Rebuilding Place in the Urban Space

"A community’s physical form, rather than its land uses, is its most intrinsic and enduring characteristic." [Katz, EPA] This blog focuses on place and placemaking and all that makes it work--historic preservation, urban design, transportation, asset-based community development, arts & cultural development, commercial district revitalization, tourism & destination development, and quality of life advocacy--along with doses of civic engagement and good governance watchdogging.

Wednesday, March 11, 2015

Basics in school planning, funding and services: school libraries as an example

The Post has a piece, "Unequal shelves in DC school libraries benefit wealthier students," about how DC Public Schools located in poorer communities have lesser quality libraries than schools in higher income areas. From the article:

The D.C. school system has invested in literacy coaches, new curriculum, mentors, professional development and digital books. It has put millions of dollars into smaller book collections inside classrooms to help children learn to read. But some advocates are concerned that the District has not made a bigger investment in a more old-fashioned approach: library books. ...

Researchers have documented a stark difference in the number of books available outside of the classroom to children from rich and poor families, with children from low-income families typically having fewer books at home and less access to public libraries or bookstores.

Students at many D.C. schools have never had a full-time librarian or an updated book collection, and not all schools have permitted students to check books out of the library. ...

The lack of dedicated funding for books in the District has posed repeated challenges and political flash points for the system.

In 2012, city officials cut the ribbon on a $62 million renovation of Anacostia High School with a new media center and empty shelves.

Some time ago, the City Paper had a cover story ("Neighborhood Schooled") on how improvement in school libraries was the fulcrum to increase neighborhood involvement in and improve schools in Capitol Hill.

Note that this is a problem endemic to other school systems such as Los Angeles ("Dozens of LA Unified schools lack staff needed to run libraries," SCPR) and San Diego ("The Big Plot Twist That Doomed San Diego's School Libraries," Voice of San Diego).  For example, in San Diego:
In 2008, principals were forced to choose between librarians and health assistants, counselors and attendance clerks – all considered crucial positions up till then.

“That was the beginning of school-based budgeting,” said Chris Juarez, principal of Curie Elementary in University City. “We were given a blank slate and told ‘You build it,’ so we had to find our most basic priorities.”
At one level this raises an issue I've been meaning to write about.

I had a conversation with someone at a charter school, and she mentioned how they have to make choices between nurses and software, because they don't have enough money to do both--the same problem that San Diego has.

All schools should get base funding to finance and provide high quality "soft infrastructure" be it school libraries, school-based nursing and wellness care, marketing and promotion, database software for student tracking, etc.

The traditional public schools have been forced to make these kinds of choices as well, because the school administration argued that only schools of a certain size should be guaranteed a full slate of services and programs.

Relatedly, still, the funding system for schools doesn't give more money to the schools dealing with more impoverished publications.

This relates to my general point that strong neighborhoods need strong schools and we need to re-center "neighborhood planning" around building strong elementary schools. Instead school planning and neighborhood planning are mostly disconnected.

Second, while I am not a fan of "outsourcing," when I was researching about Helsinki, one of the things I came across (I think) is that school libraries are run by the regular city library system. Nashville is moving this way.  And the State of Delaware is developing a statewide master plan for school libraries.

Perhaps doing something similar with the DC Public Library and the school system in co-managing libraries is a way to improve the basic level of functioning of libraries in neighborhood schools.

... although it turns out Jonetta Rose Barras made the same point in a column in the old Examiner in 2012 ("Libraries and innovation").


▸ **WHAT THIS TASK INVOLVES**
Pick out the lines below that contain the string "JSON" and copy them all.

▸ **AVAILABLE DATA**

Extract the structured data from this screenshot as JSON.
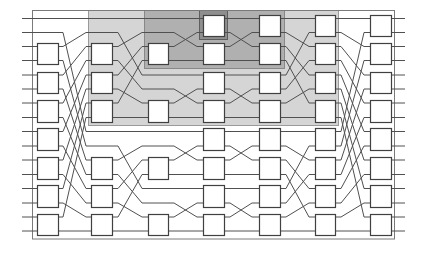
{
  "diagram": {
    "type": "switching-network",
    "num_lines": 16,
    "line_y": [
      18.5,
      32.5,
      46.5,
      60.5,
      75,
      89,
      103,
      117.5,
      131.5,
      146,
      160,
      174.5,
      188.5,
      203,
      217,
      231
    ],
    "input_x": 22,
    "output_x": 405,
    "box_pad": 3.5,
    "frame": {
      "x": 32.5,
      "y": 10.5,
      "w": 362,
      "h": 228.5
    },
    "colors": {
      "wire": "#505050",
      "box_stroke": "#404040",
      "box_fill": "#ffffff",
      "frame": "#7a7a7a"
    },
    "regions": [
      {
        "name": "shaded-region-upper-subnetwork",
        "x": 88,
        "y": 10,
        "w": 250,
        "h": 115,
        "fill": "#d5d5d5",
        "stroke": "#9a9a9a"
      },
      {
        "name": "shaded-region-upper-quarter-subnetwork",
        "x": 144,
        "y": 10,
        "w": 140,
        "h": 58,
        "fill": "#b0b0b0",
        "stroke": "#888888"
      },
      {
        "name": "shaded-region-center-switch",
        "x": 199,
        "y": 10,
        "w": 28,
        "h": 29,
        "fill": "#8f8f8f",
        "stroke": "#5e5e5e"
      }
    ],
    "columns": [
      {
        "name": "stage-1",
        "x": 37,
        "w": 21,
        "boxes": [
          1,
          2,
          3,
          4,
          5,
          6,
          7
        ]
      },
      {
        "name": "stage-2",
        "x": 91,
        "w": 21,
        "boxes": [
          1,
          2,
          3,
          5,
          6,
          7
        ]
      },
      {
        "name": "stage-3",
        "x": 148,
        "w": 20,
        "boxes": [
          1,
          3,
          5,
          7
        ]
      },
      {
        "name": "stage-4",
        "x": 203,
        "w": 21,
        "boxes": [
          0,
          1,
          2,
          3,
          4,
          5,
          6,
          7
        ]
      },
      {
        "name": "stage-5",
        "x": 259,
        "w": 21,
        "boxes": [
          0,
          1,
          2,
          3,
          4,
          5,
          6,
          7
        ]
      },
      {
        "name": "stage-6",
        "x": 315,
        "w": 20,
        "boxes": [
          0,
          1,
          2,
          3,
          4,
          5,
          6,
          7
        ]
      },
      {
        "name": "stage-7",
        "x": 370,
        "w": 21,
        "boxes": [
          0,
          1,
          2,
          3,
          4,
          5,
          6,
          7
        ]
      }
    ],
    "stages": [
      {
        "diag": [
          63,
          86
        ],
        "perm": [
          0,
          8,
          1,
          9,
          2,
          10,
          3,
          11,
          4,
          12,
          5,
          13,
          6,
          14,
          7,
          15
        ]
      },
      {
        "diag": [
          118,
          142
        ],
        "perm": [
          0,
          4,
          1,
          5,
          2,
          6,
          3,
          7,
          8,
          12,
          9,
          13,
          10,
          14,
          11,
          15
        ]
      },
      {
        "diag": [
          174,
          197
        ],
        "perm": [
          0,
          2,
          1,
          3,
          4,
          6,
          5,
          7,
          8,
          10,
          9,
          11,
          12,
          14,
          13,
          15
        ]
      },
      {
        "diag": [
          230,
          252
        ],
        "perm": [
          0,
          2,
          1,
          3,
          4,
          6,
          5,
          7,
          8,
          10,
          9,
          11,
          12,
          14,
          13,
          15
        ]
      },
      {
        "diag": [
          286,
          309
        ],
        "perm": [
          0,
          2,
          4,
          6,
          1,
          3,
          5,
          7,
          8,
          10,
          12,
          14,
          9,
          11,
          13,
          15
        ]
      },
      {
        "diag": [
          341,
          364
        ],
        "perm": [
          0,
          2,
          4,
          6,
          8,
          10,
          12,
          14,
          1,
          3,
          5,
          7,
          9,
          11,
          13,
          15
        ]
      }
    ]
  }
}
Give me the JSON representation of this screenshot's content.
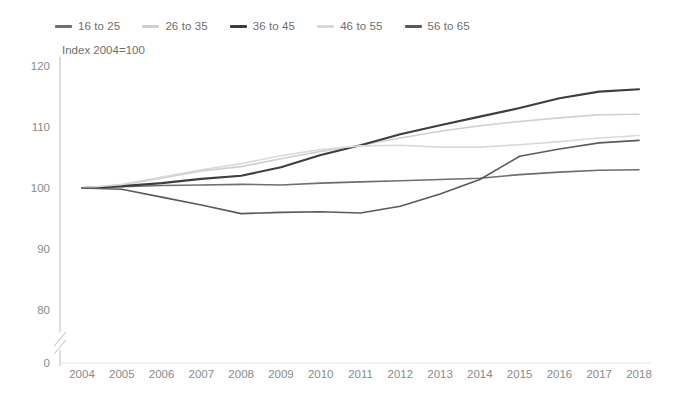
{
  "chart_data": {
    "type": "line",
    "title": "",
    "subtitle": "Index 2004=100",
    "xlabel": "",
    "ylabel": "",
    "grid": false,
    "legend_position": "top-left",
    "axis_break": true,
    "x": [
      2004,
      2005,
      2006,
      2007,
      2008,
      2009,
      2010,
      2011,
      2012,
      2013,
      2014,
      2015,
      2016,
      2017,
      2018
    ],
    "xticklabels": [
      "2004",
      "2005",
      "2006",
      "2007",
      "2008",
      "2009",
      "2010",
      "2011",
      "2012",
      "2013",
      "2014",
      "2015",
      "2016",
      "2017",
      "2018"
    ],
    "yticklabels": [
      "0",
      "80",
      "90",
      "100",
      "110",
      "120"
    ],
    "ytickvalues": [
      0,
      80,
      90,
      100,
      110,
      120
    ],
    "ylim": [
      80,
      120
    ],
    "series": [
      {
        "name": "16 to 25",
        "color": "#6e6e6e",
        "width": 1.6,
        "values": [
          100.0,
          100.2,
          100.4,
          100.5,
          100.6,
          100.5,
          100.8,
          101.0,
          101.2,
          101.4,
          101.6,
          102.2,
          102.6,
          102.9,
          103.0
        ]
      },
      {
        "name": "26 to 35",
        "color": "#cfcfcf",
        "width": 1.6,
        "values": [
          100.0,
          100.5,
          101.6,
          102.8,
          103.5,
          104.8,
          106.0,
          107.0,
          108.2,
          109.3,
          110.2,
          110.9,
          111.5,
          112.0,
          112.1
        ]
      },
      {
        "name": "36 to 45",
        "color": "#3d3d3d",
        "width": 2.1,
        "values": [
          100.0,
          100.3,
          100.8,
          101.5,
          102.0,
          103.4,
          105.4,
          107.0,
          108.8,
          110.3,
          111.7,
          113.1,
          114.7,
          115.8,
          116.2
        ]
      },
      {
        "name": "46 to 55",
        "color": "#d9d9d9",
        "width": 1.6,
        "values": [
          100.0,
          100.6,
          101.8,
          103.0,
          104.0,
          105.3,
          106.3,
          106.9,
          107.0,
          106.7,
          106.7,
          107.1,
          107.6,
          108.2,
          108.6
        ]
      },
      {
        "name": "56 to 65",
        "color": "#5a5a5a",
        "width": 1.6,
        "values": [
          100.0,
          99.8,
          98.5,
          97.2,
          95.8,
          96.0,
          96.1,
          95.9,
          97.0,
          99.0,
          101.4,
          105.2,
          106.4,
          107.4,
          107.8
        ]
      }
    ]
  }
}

▸ **EXERCISE OUTPUT**
Extract the structured data from this screenshot as JSON.
Give me the JSON representation of this screenshot's content.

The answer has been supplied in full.